Personality, language hamper health chatbot implementations

When it comes to accessing healthcare, patients are faced with a lot of decisions: Do I take the dreaded trip to the emergency room or wait to see a PCP? How long can I wait to be seen?

Increasingly, medical centers are looking to ease this stress with chatbots. However, this tech comes with its own set of obstacles and opportunities. 

Lisa Mason, senior director of product design, user research and product analytics at Providence St. Joseph, will be speaking at the HIMSS20 Global Health Conference & Exhibition in Orlando, Florida, in March about her work implementing chatbots. Her talk will zero in on four areas: developing a personality for chatbots, designing avatar icons used in the chatbot, interaction methods, and tips and tricks around how patients enter data. 

So far, Providence St. Joseph is employing chatbot technology for FAQs, as well as to help patients figure out which mode of care they should be accessing. 

One of the major challenges has been creating a personality for the chatbots. 

“In terms of the personality, that is the really hard thing to make sure you do well. That is the face of the chatbot and the face of your organization with the patient,” Mason said. “There are certain things we have tried that have not really resonated with patients. For example, the use of emoticons and emojis. Oftentimes, people aren’t feeling well and we have tried to lighten it up, and that hasn’t gone over well with patients.”

Making the interactions more to the point goes over better with patients, who are often sick and want answers quickly, she said. 

“The tricks that have worked are being really short and succinct in what you are communicating but to do it in a way that shows the right amount of empathy but don’t go overboard,” she said. “People realize it is a chatbot, and if it tries display too many human characteristics people don’t like it.”

In addition to getting the personality right, the language can also be tricky. 

“Language is hard to do and hard to do well,” Mason said. “For example, we asked the question: If the patient was coughing up phlegm, and if yes [the bot] then would say, ‘Yikes, I’m sorry to heart that.’ But the patients were interpreting, ‘Yikes’ as ‘I have something serious,’ and would get anxious and scared.”

Testing the chatbots isn’t quite so straightforward. Typically, when people are using the bots they are ill. 

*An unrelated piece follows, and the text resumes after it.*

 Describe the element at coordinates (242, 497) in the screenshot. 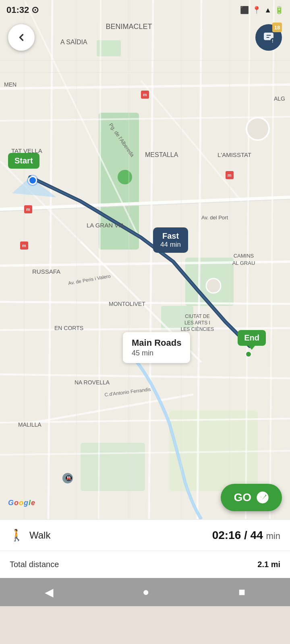

I see `go-label: GO` at that location.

“The individuals that will use the chatbot are not healthy, and to test it we can’t bring in unhealthy people. That is not ethical. We can’t bring them into our facilities and say, ‘I want you to use the chatbot to figure out if you should go to the doctor,’” Mason said. “So, when we want to see if they are using the chatbot, we need to bring in healthy people. And that is not a real-world situation — people who are healthy are going to interact differently.”

While there are challenges to testing and implementing the bots, Mason said she has seen the technology improve care for patients. 

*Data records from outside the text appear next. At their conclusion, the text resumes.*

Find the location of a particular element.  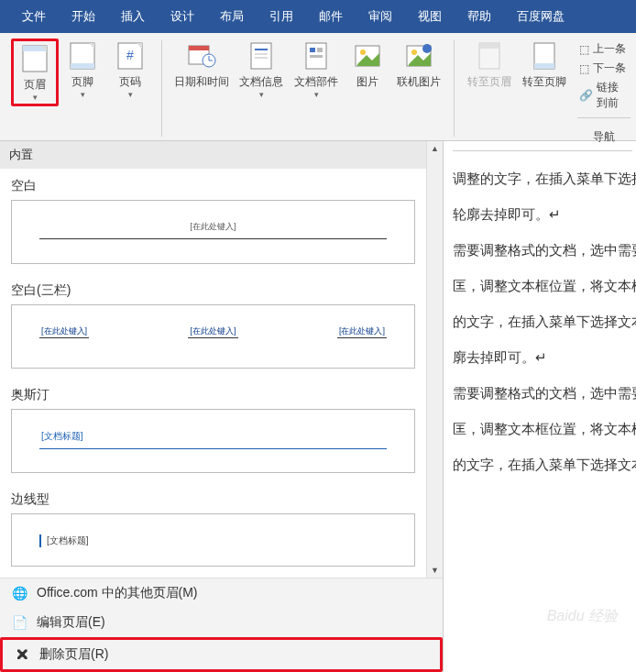

menu-help: 帮助 is located at coordinates (479, 17).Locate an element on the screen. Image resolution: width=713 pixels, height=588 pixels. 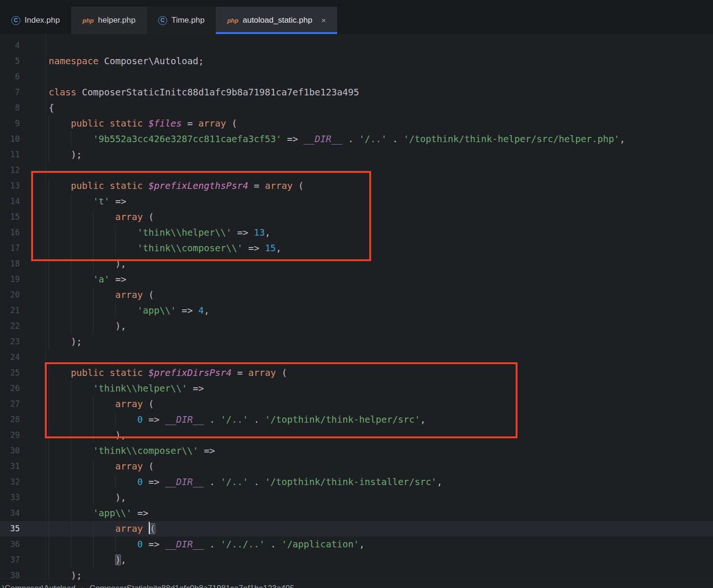
line-number: 12 is located at coordinates (23, 170).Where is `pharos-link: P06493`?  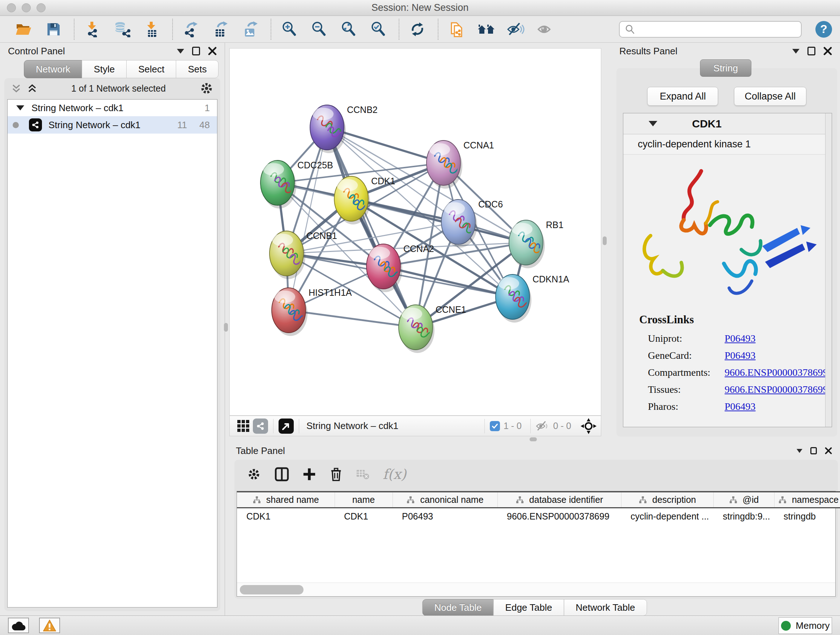 pharos-link: P06493 is located at coordinates (740, 407).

“What we are seeing so far is that we are getting people to the right mode of care and we are getting them to book appointments that keep our population healthy so they aren’t waiting until they are ill to go to the right provider,” she said. “It is better for health outcomes and better for patients.” 

Lisa Mason will share some of Providence St. Joesph’s chatbot tricks and tools at HIMSS20 in a session titled “Best Practices for Helpful Healthcare Chatbots” on Thursday, March 12, at 11:30 a.m. to 12:15 p.m. in room W311A.